Do you ever catch yourself second-guessing your lifestyle decisions? I do regularly and that's where I have been.
Back in my 20's I was oh-so-confident. I was unbudging and unyielding in the beliefs and ideas that I held dear. I lived my life with conviction that my choices were right and good and true. They say (or rather He says) that pride goes before a fall. And boy did I fall.
I found myself in the midst of a very abusive and controlling spiritual situation. It didn't happen overnight...it happened over a period of years. This was years of my spiritual life and beliefs being slowing eroded and undermined and replaced by someone else's way of thinking. After I left this situation, I was a spiritual and emotional and physical train-wreck. Post-traumatic stress disorder in all of its ugliness. I had been broken and humbled. I had been the one who knew I would never fail at anything in life...and now all that self-righteous pride was shattered. I had failed as a wife, a mother, a family member, a friend, and as a follower of Jesus.
The good news was that my "failure" brought me to a place where I could finally taste the goodness and greatness and sweetness of the grace of the Gospel of Jesus.
However, an unfortunate consequence of that situation has been that I don't trust myself or my decision-making. I realize how easily I can be deceived so I want to live humbly and trusting in God. In every decision that we make (whether it's about work or housing or education or ministry or whatever), I feel a bit terrified. I wonder and question whether or not I am hearing God or being misled by man's teaching or following a self-path. As a result, I find it difficult to find joy in the paths that we have chosen because I fear that I am being duped.
This double-mindedness is wearing me down. I want to walk in a humble confidence in the paths that we have chosen through prayer and process. I want to have clear, singular focus and not anxiety, questioning, guessing at every turn. I want to trust God's gentle lead and the intuitive gut that He has given me (that I rejected and ignored over and again through the years). I want to rest in the truth that even when I fail, His gentle correction is there to steer me back to straight paths.
I want to walk by faith. And faith is tough when you had faith in lies that you thought were truth. My faith has to ultimately be in the Person of Jesus and not in my decisions, ideals, or lifestyle. Looking to Him as my Shepherd is the only Way. He really is THE Way, THE Truth, THE Life. So when the doubts and questions come, I look at Him. And I seek to follow Him in His character and ways....and trust in the freedom that He has given His children to choose many different paths/lifestyles all of which can glorify Him and keep us humble in the process.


**What to work on**
The answer should be a single number: how many lines in the material contain "card".

**Data**
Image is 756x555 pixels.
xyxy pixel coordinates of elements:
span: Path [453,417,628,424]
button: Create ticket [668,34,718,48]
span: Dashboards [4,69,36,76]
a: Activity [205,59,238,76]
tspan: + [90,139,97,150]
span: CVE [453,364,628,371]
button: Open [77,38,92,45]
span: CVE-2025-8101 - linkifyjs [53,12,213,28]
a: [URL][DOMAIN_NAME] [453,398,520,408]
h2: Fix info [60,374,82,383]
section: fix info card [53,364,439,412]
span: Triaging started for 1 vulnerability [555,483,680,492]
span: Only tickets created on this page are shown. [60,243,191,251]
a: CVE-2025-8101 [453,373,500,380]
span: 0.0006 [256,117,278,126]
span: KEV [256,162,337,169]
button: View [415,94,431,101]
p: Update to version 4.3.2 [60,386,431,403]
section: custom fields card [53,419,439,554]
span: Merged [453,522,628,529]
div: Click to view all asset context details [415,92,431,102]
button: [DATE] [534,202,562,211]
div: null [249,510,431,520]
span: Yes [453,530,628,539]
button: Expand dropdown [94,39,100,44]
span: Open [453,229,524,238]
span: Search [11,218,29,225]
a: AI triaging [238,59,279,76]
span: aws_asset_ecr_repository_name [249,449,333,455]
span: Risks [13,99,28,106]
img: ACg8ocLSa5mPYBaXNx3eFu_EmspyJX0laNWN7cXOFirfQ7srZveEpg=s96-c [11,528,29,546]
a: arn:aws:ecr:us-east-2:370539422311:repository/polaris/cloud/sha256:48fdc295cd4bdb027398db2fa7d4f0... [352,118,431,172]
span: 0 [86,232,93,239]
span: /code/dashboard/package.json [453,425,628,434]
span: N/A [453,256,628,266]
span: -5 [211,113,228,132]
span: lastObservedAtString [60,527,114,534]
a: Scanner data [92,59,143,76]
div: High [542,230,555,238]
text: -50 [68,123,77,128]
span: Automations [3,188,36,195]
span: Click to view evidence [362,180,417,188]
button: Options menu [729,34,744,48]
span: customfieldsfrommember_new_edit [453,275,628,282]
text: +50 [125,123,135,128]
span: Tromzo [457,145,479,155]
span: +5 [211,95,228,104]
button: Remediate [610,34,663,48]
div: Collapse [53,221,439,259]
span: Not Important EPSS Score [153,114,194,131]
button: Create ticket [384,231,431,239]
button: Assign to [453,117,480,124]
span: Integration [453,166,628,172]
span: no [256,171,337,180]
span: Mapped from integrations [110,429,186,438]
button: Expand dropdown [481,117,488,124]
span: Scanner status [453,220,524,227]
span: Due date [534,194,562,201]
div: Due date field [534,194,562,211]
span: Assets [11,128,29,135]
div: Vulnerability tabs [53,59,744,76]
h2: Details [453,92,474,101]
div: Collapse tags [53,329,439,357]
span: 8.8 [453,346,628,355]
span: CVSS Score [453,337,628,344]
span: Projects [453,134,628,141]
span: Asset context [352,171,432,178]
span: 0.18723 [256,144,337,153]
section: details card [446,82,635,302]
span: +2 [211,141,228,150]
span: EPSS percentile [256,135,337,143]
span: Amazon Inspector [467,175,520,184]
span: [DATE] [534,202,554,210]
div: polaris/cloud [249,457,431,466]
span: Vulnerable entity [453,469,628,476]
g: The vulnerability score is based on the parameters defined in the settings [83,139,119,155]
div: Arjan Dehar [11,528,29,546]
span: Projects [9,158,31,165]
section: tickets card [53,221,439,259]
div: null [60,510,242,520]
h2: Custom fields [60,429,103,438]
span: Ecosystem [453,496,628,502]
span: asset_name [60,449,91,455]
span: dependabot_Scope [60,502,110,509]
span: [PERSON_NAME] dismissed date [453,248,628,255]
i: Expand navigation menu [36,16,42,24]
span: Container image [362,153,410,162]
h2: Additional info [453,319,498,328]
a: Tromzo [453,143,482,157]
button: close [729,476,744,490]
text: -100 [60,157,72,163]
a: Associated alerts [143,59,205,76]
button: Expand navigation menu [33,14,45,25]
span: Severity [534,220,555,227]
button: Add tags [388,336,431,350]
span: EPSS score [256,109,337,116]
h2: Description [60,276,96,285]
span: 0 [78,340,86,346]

**Task solution**
4